The U.S. is no stranger to incarceration-related issues given that, as of 2014, the country possessed about 25 percent of the world’s prison population, despite only having about five percent of the world’s total population. As well as that, if the U.S.’s prison population were viewed as a major city, it would be among the ranks of the nation’s top ten most populous ones. On top of those staggering statistics, the conditions of some states’ prisons are astoundingly inadequate and host hundreds more inmates for every hundred thousand than the national average.
In one of those states, Alabama (which has 946 prisoners for every 100,000 people versus the national average of 698), recent investigations show that the overpopulation of inmates is not the only problem their prisons face by far. What’s most alarming about the conditions of Alabama’s prisons is the fact that many of them appear to violate the inmates’ Eighth Amendment rights, suggesting that the prisons’ terrible conditions actually count as “cruel and unusual punishment.” According to the New York Times, the guards don’t confiscate makeshift weapons and allow sexual violence to occur on a regular basis. Be it the fact that inmate deaths are abundantly violent and common or the fact that those deaths often go unnoticed, the Alabama prison system has been put on notice for their blatant apathy towards inmates’ rights.
The American Civil Liberties Union (ACLU) dictates that “violence and sexual abuse, discrimination, overcrowding and other threats to health and safety” qualify as inhumane treatment of inmates, yet those imprisoned in the state of Alabama often face these on a daily basis. Inmates are Americans too, and humans for that matter, and ought to be treated with the respect and dignity that America promises to all its citizens. However, it is mockingly clear that Alabama’s justice system either wrongfully disagrees with this notion or simply does not care. Given their position of fifth-highest incarceration rates in the country as of 2018, it isn’t necessarily a shock that the prisons might end up more crowded than average (often at a capacity of 172 percent), but the reports of inmates essentially not being observed at all due to the sheer volume of them and lack of guards is simply absurd. All of these factors combined show an evident dismissal of the inmates’ rights and, unfortunately, is common throughout the whole country, with some prisons electing to keep inmates in solitary confinement for days on end, with only an hour outside of their confines.
One issue with these prisons’ starkly inhumane conditions is not just the prison system itself but the staff that is hired to work there. Guards at these prisons need better vetting, training and observation, lest they take on the role of predator and prey when it comes to the inmates. Though meant to keep order, there have been a plethora of reports that internal and bone injuries occur when guards aren’t met with immediate placation by prisoners. This type of unhindered anger should not be a common denominator with prison guards, but it appears to be so.
Additionally, Americans can be completely unaware of the horrendous states of these prisons, usually because the media doesn’t have access to the prisons themselves, or when they do they often go unreported or underreported. Citizens have a right to know that people are being abused mentally, emotionally and physically while serving their sentences, and despite the fact that, yes, they likely did break laws (not to mention that a percentage of them may not even belong there), they are still human beings and have the Constitutional, and innate, right to be treated as such.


* _What you need to do_: From the entries below, extract every line that includes the word "within".

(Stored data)
=== Begin Enclosure ===
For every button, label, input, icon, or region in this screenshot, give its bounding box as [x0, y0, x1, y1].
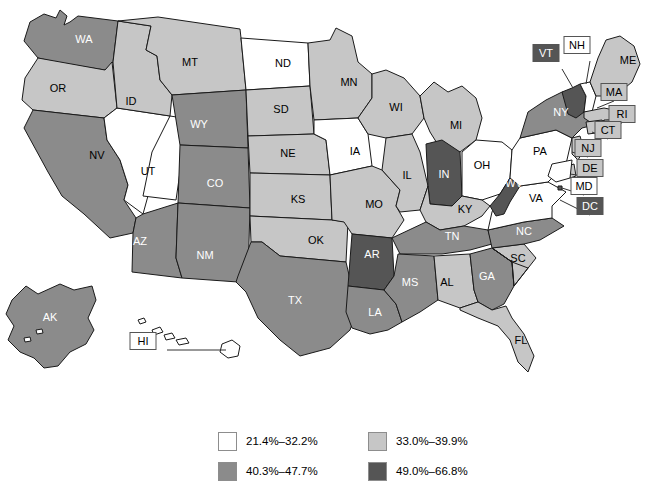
callout-swatch-nj	[575, 140, 601, 157]
island-outline	[24, 337, 31, 342]
state-fl	[460, 302, 534, 372]
legend-grid: 21.4%–32.2%33.0%–39.9%40.3%–47.7%49.0%–6…	[218, 426, 518, 486]
callout-md: MD	[571, 178, 597, 195]
callout-line-vt	[562, 69, 573, 88]
callout-ri: RI	[609, 106, 635, 123]
callout-ct: CT	[595, 122, 621, 139]
state-ar	[348, 234, 394, 290]
legend-swatch-bin4	[368, 462, 387, 481]
map-legend: 21.4%–32.2%33.0%–39.9%40.3%–47.7%49.0%–6…	[0, 418, 656, 489]
state-nm	[176, 203, 250, 282]
callout-swatch-de	[577, 160, 603, 177]
callout-swatch-hi	[130, 333, 156, 350]
us-choropleth-figure: WAORIDCANVUTMTWYCOAZNMNDSDNEKSOKTXMNIAMO…	[0, 0, 656, 489]
legend-label-bin2: 33.0%–39.9%	[396, 435, 468, 447]
state-ak	[6, 284, 96, 368]
state-nd	[241, 38, 310, 90]
callout-swatch-ma	[601, 84, 627, 101]
legend-label-bin4: 49.0%–66.8%	[396, 465, 468, 477]
legend-label-bin3: 40.3%–47.7%	[246, 465, 318, 477]
state-sd	[246, 86, 314, 136]
legend-item-bin3: 40.3%–47.7%	[218, 456, 368, 486]
state-dc	[558, 186, 562, 190]
state-hi	[220, 340, 240, 358]
callout-swatch-vt	[533, 45, 559, 62]
state-shapes-group	[6, 10, 640, 372]
us-map-svg: WAORIDCANVUTMTWYCOAZNMNDSDNEKSOKTXMNIAMO…	[0, 0, 656, 400]
state-az	[132, 203, 182, 278]
island-outline	[36, 329, 43, 334]
state-in	[426, 140, 462, 206]
island-outline	[164, 333, 175, 340]
legend-item-bin1: 21.4%–32.2%	[218, 426, 368, 456]
callout-vt: VT	[533, 45, 559, 62]
legend-swatch-bin1	[218, 432, 237, 451]
callout-ma: MA	[601, 84, 627, 101]
state-co	[178, 145, 250, 208]
callout-swatch-ri	[609, 106, 635, 123]
legend-item-bin2: 33.0%–39.9%	[368, 426, 518, 456]
state-ks	[250, 173, 332, 220]
legend-swatch-bin3	[218, 462, 237, 481]
callout-nj: NJ	[575, 140, 601, 157]
state-wy	[172, 90, 248, 148]
legend-item-bin4: 49.0%–66.8%	[368, 456, 518, 486]
state-mn	[308, 28, 372, 120]
callout-dc: DC	[577, 198, 603, 215]
callout-line-nh	[586, 61, 590, 84]
island-outline	[138, 318, 146, 324]
callout-hi: HI	[130, 333, 156, 350]
legend-label-bin1: 21.4%–32.2%	[246, 435, 318, 447]
island-outline	[176, 338, 189, 345]
state-mi	[420, 82, 482, 152]
callout-nh: NH	[564, 37, 590, 54]
callout-swatch-nh	[564, 37, 590, 54]
callout-de: DE	[577, 160, 603, 177]
callout-swatch-ct	[595, 122, 621, 139]
callout-swatch-dc	[577, 198, 603, 215]
legend-swatch-bin2	[368, 432, 387, 451]
state-ne	[248, 134, 330, 175]
callout-swatch-md	[571, 178, 597, 195]
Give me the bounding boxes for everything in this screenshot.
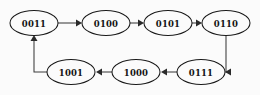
nodes-layer: 0011010001010110011110001001 [10, 11, 250, 85]
node-label-0100: 0100 [94, 19, 118, 29]
node-1001[interactable]: 1001 [47, 60, 95, 85]
edge-1001-to-0011 [34, 39, 47, 72]
state-transition-diagram: 0011010001010110011110001001 [0, 0, 260, 95]
node-1000[interactable]: 1000 [112, 60, 160, 85]
arrowhead-icon-to-0100 [76, 20, 82, 27]
node-label-0101: 0101 [156, 19, 180, 29]
node-0101[interactable]: 0101 [144, 11, 192, 36]
node-0011[interactable]: 0011 [10, 11, 58, 36]
node-label-1001: 1001 [59, 68, 83, 78]
arrowhead-icon-to-1001 [96, 69, 102, 76]
node-label-0011: 0011 [22, 19, 46, 29]
graph-canvas: 0011010001010110011110001001 [0, 0, 260, 95]
edge-0110-to-0111 [226, 36, 229, 73]
arrowhead-icon-to-1000 [161, 69, 167, 76]
node-0110[interactable]: 0110 [202, 11, 250, 36]
arrowhead-icon-to-0101 [138, 20, 144, 27]
node-0100[interactable]: 0100 [82, 11, 130, 36]
node-label-0111: 0111 [189, 68, 213, 78]
node-label-0110: 0110 [214, 19, 238, 29]
node-0111[interactable]: 0111 [177, 60, 225, 85]
arrowhead-icon-to-0110 [196, 20, 202, 27]
node-label-1000: 1000 [124, 68, 148, 78]
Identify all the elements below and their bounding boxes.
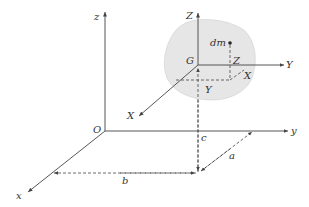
label-dm-X: X: [243, 70, 252, 81]
label-X: X: [126, 110, 135, 121]
label-c: c: [201, 132, 207, 143]
diagram-canvas: z y x O Z Y X G dm Z Y X c b a: [0, 0, 309, 207]
label-b: b: [122, 175, 128, 186]
label-dm-Z: Z: [232, 55, 241, 66]
label-G: G: [186, 55, 194, 66]
label-Y: Y: [286, 59, 294, 70]
label-Z: Z: [185, 10, 194, 21]
a-dimension-back: [201, 149, 230, 171]
label-y: y: [290, 125, 297, 136]
label-x: x: [16, 190, 22, 201]
label-a: a: [229, 150, 235, 161]
dm-point: [228, 41, 232, 45]
label-dm: dm: [210, 37, 226, 48]
label-z: z: [93, 11, 100, 22]
x-axis: [28, 131, 105, 192]
label-O: O: [93, 124, 101, 135]
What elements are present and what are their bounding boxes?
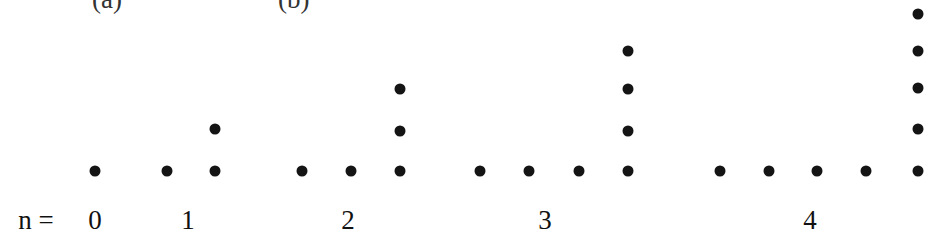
- dot: [395, 126, 406, 137]
- dot: [913, 166, 924, 177]
- dot: [861, 166, 872, 177]
- dot: [812, 166, 823, 177]
- dot: [475, 166, 486, 177]
- dot: [913, 124, 924, 135]
- dot: [623, 84, 634, 95]
- dot: [395, 166, 406, 177]
- dot: [297, 166, 308, 177]
- dot: [346, 166, 357, 177]
- clipped-caption-a: (a): [92, 0, 122, 13]
- dot: [913, 9, 924, 20]
- n-prefix-label: n =: [18, 207, 53, 234]
- dot: [764, 166, 775, 177]
- dot: [574, 166, 585, 177]
- dot: [623, 46, 634, 57]
- n-value-label: 1: [181, 207, 195, 234]
- dot: [913, 83, 924, 94]
- dot: [210, 166, 221, 177]
- dot: [395, 84, 406, 95]
- n-value-label: 3: [538, 207, 552, 234]
- clipped-caption-b: (b): [278, 0, 309, 13]
- n-value-label: 0: [88, 207, 102, 234]
- dot: [210, 124, 221, 135]
- dot: [715, 166, 726, 177]
- n-value-label: 4: [803, 207, 817, 234]
- n-value-label: 2: [341, 207, 355, 234]
- dot: [623, 166, 634, 177]
- dot: [90, 166, 101, 177]
- dot: [913, 46, 924, 57]
- dot: [524, 166, 535, 177]
- dot: [162, 166, 173, 177]
- dot: [623, 126, 634, 137]
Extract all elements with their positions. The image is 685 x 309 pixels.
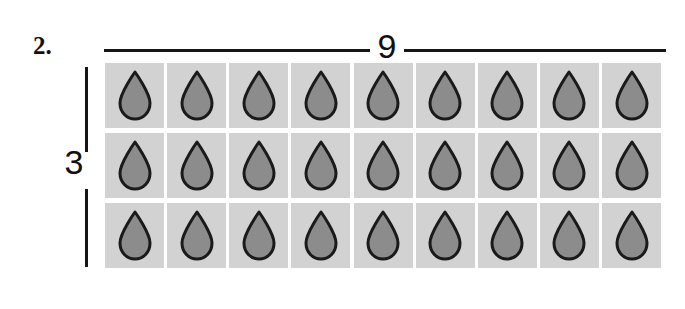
array-cell [167,203,226,268]
water-droplet-icon [239,139,279,192]
column-count-label: 9 [366,29,408,63]
top-bracket-line-right [404,49,666,52]
array-cell [229,63,288,128]
water-droplet-icon [425,139,465,192]
array-cell [354,133,413,198]
water-droplet-icon [301,139,341,192]
array-cell [478,203,537,268]
water-droplet-icon [549,139,589,192]
array-cell [229,203,288,268]
water-droplet-icon [177,209,217,262]
array-row [105,133,661,198]
array-cell [354,203,413,268]
top-bracket-line-left [104,49,370,52]
row-count-label: 3 [54,145,94,179]
array-cell [416,133,475,198]
water-droplet-icon [549,209,589,262]
array-cell [478,133,537,198]
water-droplet-icon [363,139,403,192]
water-droplet-icon [363,209,403,262]
water-droplet-icon [115,209,155,262]
array-cell [105,203,164,268]
array-row [105,203,661,268]
water-droplet-icon [612,69,652,122]
water-droplet-icon [487,209,527,262]
array-cell [167,133,226,198]
left-bracket-line-bottom [85,189,88,267]
array-cell [478,63,537,128]
water-droplet-icon [301,209,341,262]
left-bracket: 3 [78,67,94,267]
array-cell [602,133,661,198]
array-cell [105,133,164,198]
water-droplet-icon [239,209,279,262]
array-grid [105,63,661,268]
array-cell [602,203,661,268]
water-droplet-icon [115,69,155,122]
array-cell [354,63,413,128]
water-droplet-icon [549,69,589,122]
array-cell [291,63,350,128]
array-cell [291,133,350,198]
top-bracket: 9 [104,42,666,60]
array-cell [229,133,288,198]
array-cell [105,63,164,128]
array-cell [416,203,475,268]
worksheet-page: 2. 9 3 [0,0,685,309]
array-row [105,63,661,128]
array-cell [540,63,599,128]
array-cell [602,63,661,128]
water-droplet-icon [487,139,527,192]
water-droplet-icon [487,69,527,122]
left-bracket-line-top [85,67,88,152]
water-droplet-icon [301,69,341,122]
water-droplet-icon [177,139,217,192]
array-cell [416,63,475,128]
water-droplet-icon [239,69,279,122]
water-droplet-icon [363,69,403,122]
problem-number-label: 2. [33,33,52,58]
array-cell [540,203,599,268]
water-droplet-icon [177,69,217,122]
water-droplet-icon [612,209,652,262]
water-droplet-icon [425,69,465,122]
water-droplet-icon [612,139,652,192]
array-cell [167,63,226,128]
array-cell [291,203,350,268]
array-cell [540,133,599,198]
water-droplet-icon [425,209,465,262]
water-droplet-icon [115,139,155,192]
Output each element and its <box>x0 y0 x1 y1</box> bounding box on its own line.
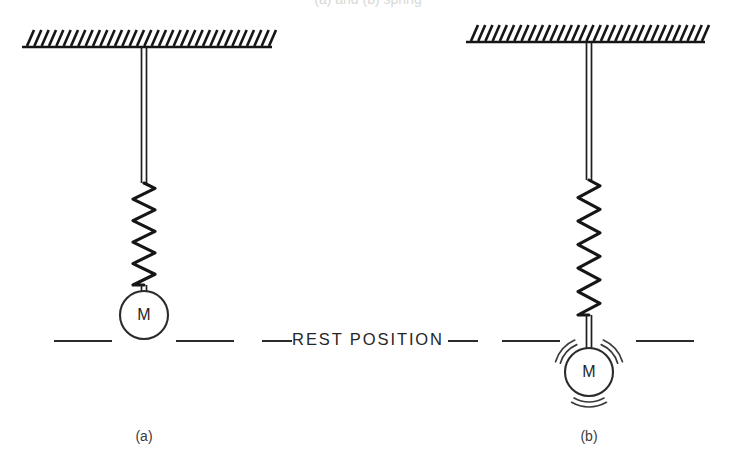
ceiling-hatch <box>181 30 188 46</box>
ceiling-hatch <box>210 30 217 46</box>
ceiling-hatch <box>485 25 492 41</box>
ceiling-hatch <box>122 30 129 46</box>
panel-caption-b: (b) <box>580 428 597 444</box>
ceiling-hatch <box>471 25 478 41</box>
ceiling-hatch <box>644 25 651 41</box>
ceiling-hatch <box>702 25 709 41</box>
ceiling-support-a <box>22 30 276 47</box>
ceiling-hatch <box>152 30 159 46</box>
ceiling-hatch <box>218 30 225 46</box>
ceiling-hatch <box>550 25 557 41</box>
ceiling-hatch <box>144 30 151 46</box>
ceiling-hatch <box>666 25 673 41</box>
ceiling-hatch <box>507 25 514 41</box>
ceiling-hatch <box>623 25 630 41</box>
ceiling-hatch <box>27 30 34 46</box>
ceiling-hatch <box>100 30 107 46</box>
mass-body-b <box>565 315 613 396</box>
ceiling-hatch <box>608 25 615 41</box>
ceiling-hatch <box>615 25 622 41</box>
spring-mass-diagram: M (a) M (b) REST POSITION <box>0 0 736 470</box>
panel-caption-a: (a) <box>135 428 152 444</box>
motion-arc-bottom <box>574 398 604 402</box>
ceiling-hatch <box>174 30 181 46</box>
ceiling-hatch <box>262 30 269 46</box>
ceiling-hatch <box>565 25 572 41</box>
ceiling-hatch <box>500 25 507 41</box>
ceiling-hatch <box>572 25 579 41</box>
ceiling-hatch <box>159 30 166 46</box>
ceiling-hatch <box>137 30 144 46</box>
ceiling-hatch <box>49 30 56 46</box>
ceiling-hatch <box>56 30 63 46</box>
ceiling-hatch <box>587 25 594 41</box>
ceiling-hatch <box>86 30 93 46</box>
ceiling-hatch <box>536 25 543 41</box>
mass-label-a: M <box>137 306 150 323</box>
ceiling-hatch <box>42 30 49 46</box>
ceiling-hatch <box>115 30 122 46</box>
spring-coil-b <box>578 180 600 315</box>
ceiling-hatch <box>543 25 550 41</box>
ceiling-hatch <box>108 30 115 46</box>
ceiling-hatch <box>594 25 601 41</box>
ceiling-hatch <box>232 30 239 46</box>
ceiling-hatch <box>651 25 658 41</box>
ceiling-hatch <box>680 25 687 41</box>
ceiling-hatch <box>203 30 210 46</box>
ceiling-hatch <box>529 25 536 41</box>
ceiling-hatch <box>601 25 608 41</box>
spring-helix <box>133 183 155 285</box>
ceiling-hatch <box>514 25 521 41</box>
motion-arc-bottom <box>572 402 607 407</box>
ceiling-hatch <box>64 30 71 46</box>
ceiling-hatch <box>493 25 500 41</box>
ceiling-hatch <box>240 30 247 46</box>
spring-helix <box>578 180 600 315</box>
ceiling-hatch <box>269 30 276 46</box>
ceiling-hatch <box>225 30 232 46</box>
ceiling-support-b <box>466 25 709 42</box>
ceiling-hatch <box>478 25 485 41</box>
spring-coil-a <box>133 183 155 285</box>
hanging-rod-a <box>142 47 147 183</box>
panel-a: M (a) <box>22 30 276 444</box>
ceiling-hatch <box>78 30 85 46</box>
ceiling-hatch <box>688 25 695 41</box>
ceiling-hatch <box>130 30 137 46</box>
ceiling-hatch <box>673 25 680 41</box>
ceiling-hatch <box>579 25 586 41</box>
ceiling-hatch <box>166 30 173 46</box>
rest-position-label: REST POSITION <box>292 330 444 348</box>
ceiling-hatch <box>247 30 254 46</box>
ceiling-hatch <box>93 30 100 46</box>
ceiling-hatch <box>695 25 702 41</box>
ceiling-hatch <box>522 25 529 41</box>
ceiling-hatch <box>188 30 195 46</box>
ceiling-hatch <box>637 25 644 41</box>
ceiling-hatch <box>558 25 565 41</box>
mass-label-b: M <box>582 363 595 380</box>
ceiling-hatch <box>34 30 41 46</box>
ceiling-hatch <box>196 30 203 46</box>
hanging-rod-b <box>587 42 592 180</box>
ceiling-hatch <box>659 25 666 41</box>
ceiling-hatch <box>254 30 261 46</box>
ceiling-hatch <box>630 25 637 41</box>
figure-root: (a) and (b) spring M (a) M (b) REST POSI… <box>0 0 736 470</box>
panel-b: M (b) <box>466 25 709 444</box>
ceiling-hatch <box>71 30 78 46</box>
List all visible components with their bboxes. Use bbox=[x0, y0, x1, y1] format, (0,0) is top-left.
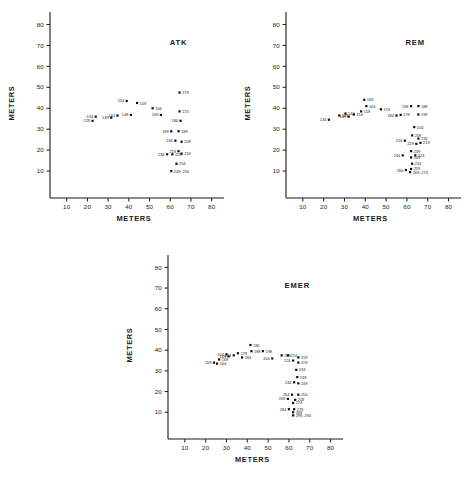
data-point-label: 229 bbox=[407, 141, 414, 146]
data-point-label: 214 bbox=[396, 138, 403, 143]
data-point-label: 194 bbox=[253, 343, 260, 348]
data-point-marker bbox=[177, 150, 179, 152]
data-point-label: 189 bbox=[421, 104, 428, 109]
data-point-marker bbox=[95, 116, 97, 118]
data-point-marker bbox=[297, 394, 299, 396]
data-point: 159 bbox=[136, 101, 146, 106]
scatter-plot-rem: 10203040506070801020304050607080METERSME… bbox=[236, 0, 473, 240]
x-tick-label: 70 bbox=[306, 444, 314, 451]
data-point-label: 184 bbox=[387, 113, 394, 118]
data-point-marker bbox=[417, 113, 419, 115]
data-point-label: 144 bbox=[108, 113, 115, 118]
y-tick-label: 10 bbox=[155, 408, 163, 415]
data-point-label: 134 bbox=[320, 117, 327, 122]
data-point-label: 189 bbox=[254, 349, 261, 354]
data-point-label: 169 bbox=[367, 97, 374, 102]
data-point-marker bbox=[410, 150, 412, 152]
data-point-marker bbox=[410, 156, 412, 158]
x-tick-label: 60 bbox=[403, 203, 411, 210]
data-point: 169 bbox=[363, 97, 373, 102]
y-tick-label: 80 bbox=[155, 264, 163, 271]
data-point-marker bbox=[170, 130, 172, 132]
data-point: 249 bbox=[297, 381, 307, 386]
y-tick-label: 80 bbox=[37, 21, 45, 28]
x-tick-label: 40 bbox=[244, 444, 252, 451]
data-point-marker bbox=[160, 114, 162, 116]
x-tick-label: 60 bbox=[285, 444, 293, 451]
data-point-label: 249 bbox=[414, 155, 421, 160]
data-point-marker bbox=[181, 141, 183, 143]
data-point: 164 bbox=[365, 104, 376, 109]
data-point: 169 bbox=[152, 112, 162, 117]
data-point-label: 149 bbox=[340, 114, 347, 119]
data-point: 244 bbox=[394, 153, 404, 158]
data-point-label: 199 bbox=[162, 129, 169, 134]
data-point-label: 199 bbox=[266, 349, 273, 354]
data-point-label: 229 bbox=[301, 360, 308, 365]
data-point-marker bbox=[365, 105, 367, 107]
figure-root: 10203040506070801020304050607080METERSME… bbox=[0, 0, 473, 481]
data-point: 229 bbox=[407, 141, 417, 146]
data-point-marker bbox=[281, 354, 283, 356]
data-point-marker bbox=[292, 402, 294, 404]
data-point-label: 189 bbox=[181, 129, 188, 134]
y-axis-title: METERS bbox=[125, 328, 134, 363]
data-point-marker bbox=[91, 120, 93, 122]
data-point-marker bbox=[170, 170, 172, 172]
data-point-marker bbox=[292, 414, 294, 416]
data-point-marker bbox=[411, 134, 413, 136]
y-tick-label: 10 bbox=[273, 167, 281, 174]
data-point-label: 204 bbox=[263, 356, 270, 361]
data-point-label: 244 bbox=[166, 138, 173, 143]
data-point: 164 bbox=[152, 106, 163, 111]
data-point-marker bbox=[409, 171, 411, 173]
data-point-marker bbox=[287, 354, 289, 356]
x-tick-label: 20 bbox=[202, 444, 210, 451]
data-point-label: 154 bbox=[118, 98, 125, 103]
panel-atk: 10203040506070801020304050607080METERSME… bbox=[0, 0, 236, 240]
data-point: 204 bbox=[263, 356, 273, 361]
data-point-marker bbox=[295, 369, 297, 371]
data-point-marker bbox=[380, 108, 382, 110]
x-tick-label: 10 bbox=[63, 203, 71, 210]
data-point-label: 264 bbox=[397, 168, 404, 173]
data-point: 299, 294 bbox=[292, 413, 312, 418]
x-tick-label: 50 bbox=[382, 203, 390, 210]
data-point: 264 bbox=[397, 168, 407, 173]
data-point-label: 249, 254 bbox=[174, 169, 190, 174]
data-point: 194 bbox=[402, 104, 412, 109]
data-point: 174 bbox=[225, 353, 235, 358]
data-point: 249, 254 bbox=[170, 169, 190, 174]
data-point: 189 bbox=[250, 349, 260, 354]
y-axis-title: METERS bbox=[243, 86, 252, 121]
x-axis-title: METERS bbox=[353, 214, 388, 223]
data-point-label: 274 bbox=[296, 400, 303, 405]
data-point: 149 bbox=[122, 112, 132, 117]
data-point-label: 224 bbox=[284, 358, 291, 363]
data-point-marker bbox=[216, 363, 218, 365]
data-point: 224 bbox=[181, 151, 192, 156]
data-point: 134 bbox=[320, 117, 330, 122]
data-point-marker bbox=[136, 102, 138, 104]
data-point-marker bbox=[288, 408, 290, 410]
data-point-marker bbox=[178, 91, 180, 93]
data-point: 199 bbox=[262, 349, 272, 354]
x-tick-label: 20 bbox=[320, 203, 328, 210]
data-point-label: 219 bbox=[423, 140, 430, 145]
y-tick-label: 30 bbox=[273, 125, 281, 132]
data-point: 284 bbox=[280, 407, 290, 412]
data-point-label: 199 bbox=[421, 112, 428, 117]
data-point-marker bbox=[181, 153, 183, 155]
data-point-marker bbox=[177, 130, 179, 132]
x-axis-title: METERS bbox=[117, 214, 152, 223]
panel-title: ATK bbox=[170, 38, 188, 47]
data-point: 204 bbox=[413, 125, 424, 130]
x-tick-label: 10 bbox=[181, 444, 189, 451]
data-point: 244 bbox=[285, 380, 295, 385]
data-point-marker bbox=[287, 398, 289, 400]
y-tick-label: 50 bbox=[155, 326, 163, 333]
data-point-marker bbox=[174, 140, 176, 142]
data-point-label: 194 bbox=[402, 104, 409, 109]
data-point-marker bbox=[116, 114, 118, 116]
data-point-marker bbox=[237, 352, 239, 354]
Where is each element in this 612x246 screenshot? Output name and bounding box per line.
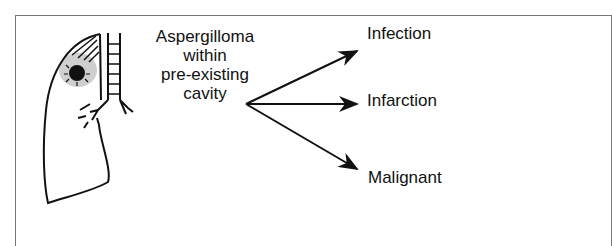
- source-label-line: Aspergilloma: [145, 27, 265, 46]
- source-label: Aspergilloma within pre-existing cavity: [145, 27, 265, 103]
- lung-illustration-icon: [44, 33, 133, 203]
- arrow-to-malignant: [246, 104, 357, 169]
- source-label-line: within: [145, 46, 265, 65]
- source-label-line: cavity: [145, 84, 265, 103]
- outcome-malignant: Malignant: [368, 168, 442, 188]
- outcome-infarction: Infarction: [367, 91, 437, 111]
- source-label-line: pre-existing: [145, 65, 265, 84]
- outcome-infection: Infection: [367, 24, 431, 44]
=== End Enclosure ===
* _The answer_:
- source-label: Aspergilloma within pre-existing cavity: [145, 27, 265, 103]
- source-label-line: within: [145, 46, 265, 65]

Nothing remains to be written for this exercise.